Working data:
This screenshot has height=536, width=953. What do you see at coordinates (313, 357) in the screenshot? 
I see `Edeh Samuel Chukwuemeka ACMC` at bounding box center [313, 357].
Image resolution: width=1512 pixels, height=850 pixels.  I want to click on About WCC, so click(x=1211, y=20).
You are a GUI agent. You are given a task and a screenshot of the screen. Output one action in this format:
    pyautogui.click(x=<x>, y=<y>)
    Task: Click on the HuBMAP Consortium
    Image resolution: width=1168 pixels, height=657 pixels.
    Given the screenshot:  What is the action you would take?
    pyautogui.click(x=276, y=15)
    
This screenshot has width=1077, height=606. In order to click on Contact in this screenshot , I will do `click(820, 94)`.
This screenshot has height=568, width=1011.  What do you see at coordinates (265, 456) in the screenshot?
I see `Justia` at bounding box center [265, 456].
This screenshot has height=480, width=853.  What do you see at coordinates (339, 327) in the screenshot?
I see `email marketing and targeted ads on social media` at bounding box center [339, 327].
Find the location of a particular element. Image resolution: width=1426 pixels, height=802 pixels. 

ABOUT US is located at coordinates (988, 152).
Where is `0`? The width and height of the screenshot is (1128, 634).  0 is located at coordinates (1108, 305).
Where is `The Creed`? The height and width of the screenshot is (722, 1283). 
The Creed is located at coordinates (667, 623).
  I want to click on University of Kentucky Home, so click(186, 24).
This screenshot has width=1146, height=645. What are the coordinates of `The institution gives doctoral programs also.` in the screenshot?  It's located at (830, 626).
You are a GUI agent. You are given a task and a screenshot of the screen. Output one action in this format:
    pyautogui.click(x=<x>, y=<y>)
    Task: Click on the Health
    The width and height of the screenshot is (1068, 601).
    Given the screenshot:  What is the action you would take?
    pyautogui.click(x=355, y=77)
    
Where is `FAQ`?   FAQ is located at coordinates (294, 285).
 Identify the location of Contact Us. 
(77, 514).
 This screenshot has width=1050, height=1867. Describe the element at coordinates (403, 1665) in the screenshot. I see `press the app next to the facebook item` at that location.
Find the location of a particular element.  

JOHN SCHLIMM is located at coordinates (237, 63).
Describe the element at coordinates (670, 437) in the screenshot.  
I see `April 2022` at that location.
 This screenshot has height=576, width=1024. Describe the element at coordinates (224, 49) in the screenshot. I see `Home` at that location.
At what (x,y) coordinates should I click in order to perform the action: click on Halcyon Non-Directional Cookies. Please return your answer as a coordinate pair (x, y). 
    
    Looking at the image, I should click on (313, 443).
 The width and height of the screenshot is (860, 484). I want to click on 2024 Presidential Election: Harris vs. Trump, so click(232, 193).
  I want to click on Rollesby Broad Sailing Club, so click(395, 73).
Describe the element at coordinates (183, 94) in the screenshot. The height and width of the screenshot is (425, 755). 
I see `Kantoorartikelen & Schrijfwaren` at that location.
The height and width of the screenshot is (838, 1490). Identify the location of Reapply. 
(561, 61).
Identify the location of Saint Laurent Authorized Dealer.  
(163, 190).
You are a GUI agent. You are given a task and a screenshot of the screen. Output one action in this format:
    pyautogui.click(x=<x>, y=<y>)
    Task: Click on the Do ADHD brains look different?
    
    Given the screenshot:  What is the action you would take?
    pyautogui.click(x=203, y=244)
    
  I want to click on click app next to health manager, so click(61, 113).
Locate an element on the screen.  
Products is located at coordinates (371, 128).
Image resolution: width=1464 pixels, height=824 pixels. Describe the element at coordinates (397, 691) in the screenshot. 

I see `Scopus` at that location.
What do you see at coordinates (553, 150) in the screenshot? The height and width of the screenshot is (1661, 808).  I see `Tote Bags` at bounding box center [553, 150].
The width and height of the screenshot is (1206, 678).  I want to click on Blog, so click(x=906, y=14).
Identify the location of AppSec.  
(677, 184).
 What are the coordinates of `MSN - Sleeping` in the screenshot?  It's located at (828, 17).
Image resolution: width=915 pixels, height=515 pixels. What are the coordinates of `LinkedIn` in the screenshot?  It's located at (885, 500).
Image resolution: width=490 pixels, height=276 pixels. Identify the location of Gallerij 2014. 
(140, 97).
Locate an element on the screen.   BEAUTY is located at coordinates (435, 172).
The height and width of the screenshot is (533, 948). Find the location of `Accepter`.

Work request:
Given the records above, return exactly the lines starting at the line containing "Image resolution: width=1168" and ending at the line containing "This screenshot has width=1077, height=606.", including both.

Output:
    Image resolution: width=1168 pixels, height=657 pixels.
    Given the screenshot:  What is the action you would take?
    pyautogui.click(x=276, y=15)
    
This screenshot has width=1077, height=606. In order to click on Contact in this screenshot , I will do `click(820, 94)`.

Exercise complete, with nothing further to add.